Not everything was imagined or even predicted. Things happen that you did not imagine would happen. Was it painful? Yes. I was invested as a development practitioner that this country would go full swing on development, and the world would rally behind it and its 100 million people. Most were still poor, with unmet needs, and there was so much to do. It was painful.

Did I misread? I cannot claim to be an expert after only a few years. We probably could have listened more and charged ourselves to understand the complexity of the transition here. We failed by looking at things too much on the surface and thought that it was simple, where we had quick fixes. The UN system is learning from this that these complex transitions require patience.


Q: Could you have said more about the war? The UNDP has been criticised for being complicit in the whole process and during the entire time.

I do not know if that is a fair criticism because the UNDP never supported wars. It is not in our play; we do not support wars. Period.

Q: Neither have you spoken against it?

Of course, we have in different ways, not just in the UN system. We were constantly looking to find solutions to arrest this [the war] because it was destroying lives and the potential of this great country to evolve into a prosperous nation. It was our preoccupation throughout the period that we celebrate peace today.

But were we the main actors? Was it up to us?

It would be arrogant to think that we put ourselves in the place of God to arrest this conflict. We were doing everything, whether it was the Secretary-General or the appropriate entities in the UN system, to bring a solution to the problem. The effort was there; I saw it from the inside. It might be difficult to see from the outside because a lot of it was done in constructive and not publicly destructive ways to the course. A lot went behind the scenes that we could not announce.

Q: What would be the biggest lesson you in the UNDP-Africa got from the disruption and transformation of life the post-pandemic has brought?

Many lessons. Digital came out quite strongly as part of a solution. We have understood the value of digital in a context of resilience, building, and shock-proof for development, but also accelerating it in many ways. So many things we did not think could be done so quickly happened when we applied the digital lens.

The second is the state’s role in crises and the social contract to protect. Shocks are now the new normal and will stay with us. Many people were left behind during COVID. And governments were scrambling to see how they could reach these populations. We had only 20pc of Africa with social protection mechanisms. The UNDP was right there, helping countries use digital technology to identify where the poorest and most vulnerable live. We now began to invest in assisting governments in understanding the value, the importance, in times of uncertainty and crisis, of a social protection culture as a state responsibility.

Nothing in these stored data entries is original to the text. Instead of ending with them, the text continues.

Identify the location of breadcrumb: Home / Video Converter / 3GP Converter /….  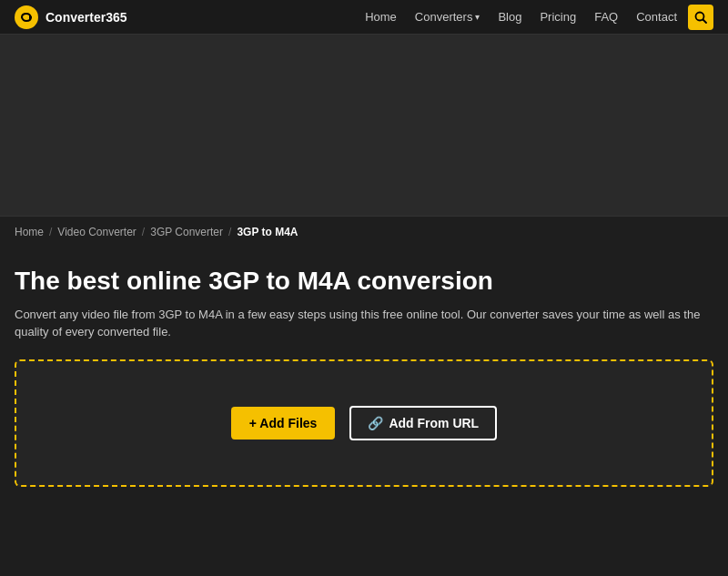
(364, 232).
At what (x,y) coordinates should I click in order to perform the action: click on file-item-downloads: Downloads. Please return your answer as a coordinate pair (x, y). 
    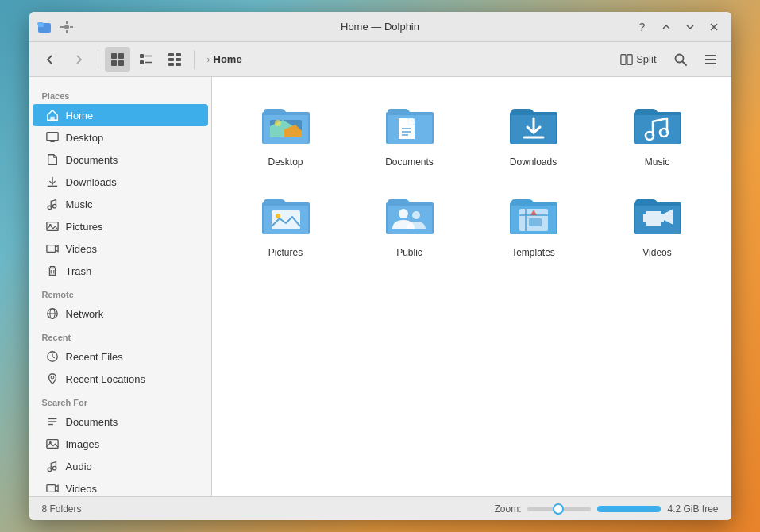
    Looking at the image, I should click on (534, 134).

The other thing that hit us was realising how much of Africa’s economy was informal. COVID brought this like a slap on our faces. When countries scrambled to put some stimulus, they discovered that people were not in the books and that 80pc of the economy was informal. We worked with the International Labour Organisation (ILO) to get states to understand the importance of formalising it.

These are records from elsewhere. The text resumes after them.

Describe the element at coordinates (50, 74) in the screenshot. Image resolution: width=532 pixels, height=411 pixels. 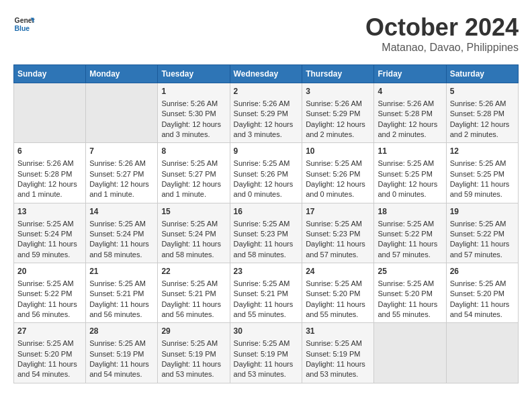
I see `day-header-sunday: Sunday` at that location.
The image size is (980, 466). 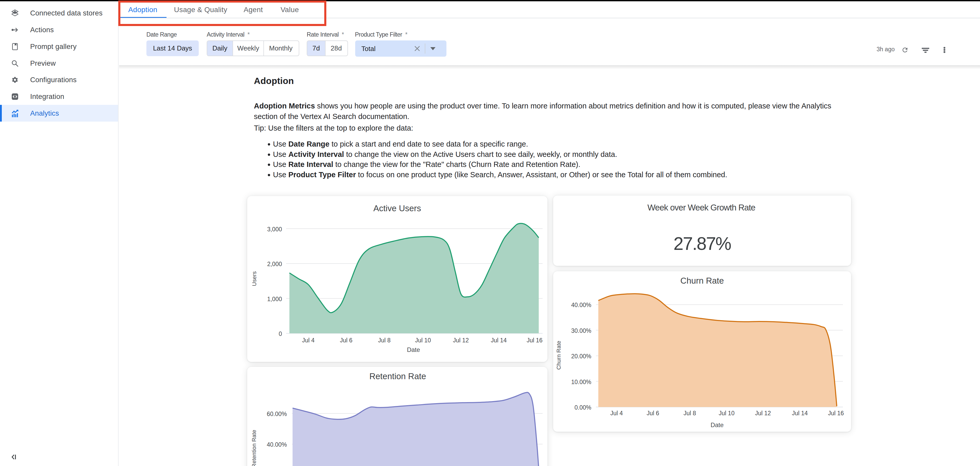 I want to click on svg-text: Active Users, so click(x=397, y=208).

Q: How do you characterise your meeting in Addis Abeba with your staff from across Africa?

It is always something close to my heart to connect with the staff on the front lines to share solidarity with them. It is refreshing to come and connect with them, hear what they have been going through and extend words of encouragement and appreciation.

It is tough when you are on the program and operation side, facing everything a country faces. We also have a cost-of-living crisis. We recognise it in our staff; many have become breadwinners overnight. The paycheck is tighter. And COVID has been hard on everybody.

Q: What was your core message?

Invest in taking care of each other. Staff spend more time with their colleagues than they do with families. These are challenging times. Let’s not add to each other’s stress. Let’s help one another and check ourselves every day.